Subsections

Ground state calculation

quantum_groundstate

extern double quantum_groundstate(quantum_reg *reg, double epsilon, quantum_reg H(MAX_UNSIGNED, double), int solver, double stepsize);

This function returns the ground state energy of the Hamiltonian implemented in the function H. The quantum register reg should have been initialized with quantum_new_qureg_size and filled with random amplitudes for best results. Upon return, reg will contain the ground state of the Hamiltonian. The desired absolute precision of the energy is controlled with epsilon. The variable solver allows to choose from different algorithms and can take any of the following values:

Value Description
QUANTUM_SOLVER_LANCZOS A straight-forward implementation of the Lanczos algorithm. As this implementation does not perform reorthogonalization, results may become unreliable for very large system sizes.
QUANTUM_SOLVER_LANCZOS_MODIFIED A modified (and slower) version of the Lanczos algorithm [Dagotto, 1985] that is numerically stable.
QUANTUM_SOLVER_IMAGINARY Imaginary time evolution using quantum_rk4.

Generally speaking, QUANTUM_SOLVER_LANCZOS is the fastest algorithm, but QUANTUM_SOLVER_LANCZOS_MODIFIED and QUANTUM_SOLVER_IMAGINARY are more reliable. Finally, the variable stepsize only needs to be supplied for QUANTUM_SOLVER_IMAGINARY and should correspond to the inverse of the typical energy scale of the Hamiltonian. Note that using the ground state solver will almost certainly require the use of double-precision arithmetic, which can be enabled by the --with-complex-type="double _Complex" configure switch.

Example: Transverse Ising chain

The transverse Ising chain in a one-dimensional spin $1/2$ model is described by the Hamiltonian

\begin{displaymath}H = g\sum\limits_{i=1}^N \sigma_x^{(i)} - \sum\limits_{i=1}^N
\sigma_z^{(i)}\sigma_z^{(i+1)},\end{displaymath}

where $\sigma_\alpha^{(i)}$ refers to the Pauli spin matrix acting on the $i$th spin,$N$ is the total number of spins and $g$ is the magnitude of the external field in the transverse direction given in units of the ferromagnetic Ising interaction between the spins. Here, we are interested in periodic boundary conditions, i.e., $\sigma_\alpha^{(N+1)} =
\sigma_\alpha^{(1)}$. This Hamiltonian exhibits a quantum phase transition at the critical field $g_c = 1$ from a ferromagnetic ($g<1$) to a paramagnetic ($g>1$) phase [Sachdev, 1999]. The ising demo program supplied with libquantum calculates the ground state $\vert\psi_0\rangle$ and its spontaneous magnetization

\begin{displaymath}m = \langle \psi_0 \vert \left\vert\sum\limits_{i=1}^N \sigma_z^{(i)} \right\vert \vert\psi_0\rangle \end{displaymath}

for various values of $g$ and different system sizes. From the theory of finite-size scaling [Cardy, 1996], it is known that close to the critical point, $m$ has to behave like

\begin{displaymath}m = N^{-\beta/\nu}\tilde{m}\left([g-g_c]N^{1/\nu}\right), \end{displaymath}

where $\tilde{m}$ is a rescaled magnetization function and $\beta$ and $\nu$ are the critical exponents of the phase transition. Fig. 1 shows that plotting the magnetization data in a rescaled fashion causes all data points to collapse onto a single line. We can also use this data collapse to numerically extract values for $g_c$ and the critical exponents. Here, we find $g_c =
0.997\pm 0.005 $, $\beta=0.122\pm 0.006$, and $\nu = 1.03\pm 0.02$, which is in very good agreement with the exact values of $g_c = 1$, $\beta = 1/8$, and $\nu=1$.

Figure 1: Data collapse in the finite-size scaling for the transverse Ising chain ($g_c=0.997$, $\beta = 0.122$, $\nu = 1.03$).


§ **What the exercise asks**: Quote all of the data exactly as given. Skip every picture it contains.

§ **Exercise input**:

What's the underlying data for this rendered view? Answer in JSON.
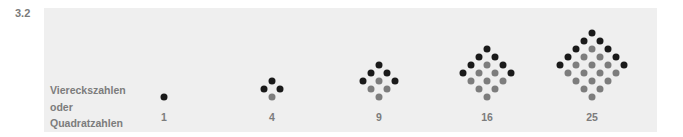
{
  "figure": {
    "number": "3.2",
    "label_lines": [
      "Viereckszahlen",
      "oder",
      "Quadratzahlen"
    ]
  },
  "colors": {
    "panel": "#efefef",
    "edge_dot": "#1a1a1a",
    "inner_dot": "#7d7d7d",
    "text": "#7c7c7c"
  },
  "square_numbers": [
    {
      "n": 1,
      "label": "1",
      "center_x": 164
    },
    {
      "n": 2,
      "label": "4",
      "center_x": 272
    },
    {
      "n": 3,
      "label": "9",
      "center_x": 379
    },
    {
      "n": 4,
      "label": "16",
      "center_x": 487
    },
    {
      "n": 5,
      "label": "25",
      "center_x": 592
    }
  ]
}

§ **Solution to the exercise**:
What's the underlying data for this rendered view? Answer in JSON.
{
  "figure": {
    "number": "3.2",
    "label_lines": [
      "Viereckszahlen",
      "oder",
      "Quadratzahlen"
    ]
  },
  "colors": {
    "panel": "#efefef",
    "edge_dot": "#1a1a1a",
    "inner_dot": "#7d7d7d",
    "text": "#7c7c7c"
  },
  "square_numbers": [
    {
      "n": 1,
      "label": "1",
      "center_x": 164
    },
    {
      "n": 2,
      "label": "4",
      "center_x": 272
    },
    {
      "n": 3,
      "label": "9",
      "center_x": 379
    },
    {
      "n": 4,
      "label": "16",
      "center_x": 487
    },
    {
      "n": 5,
      "label": "25",
      "center_x": 592
    }
  ]
}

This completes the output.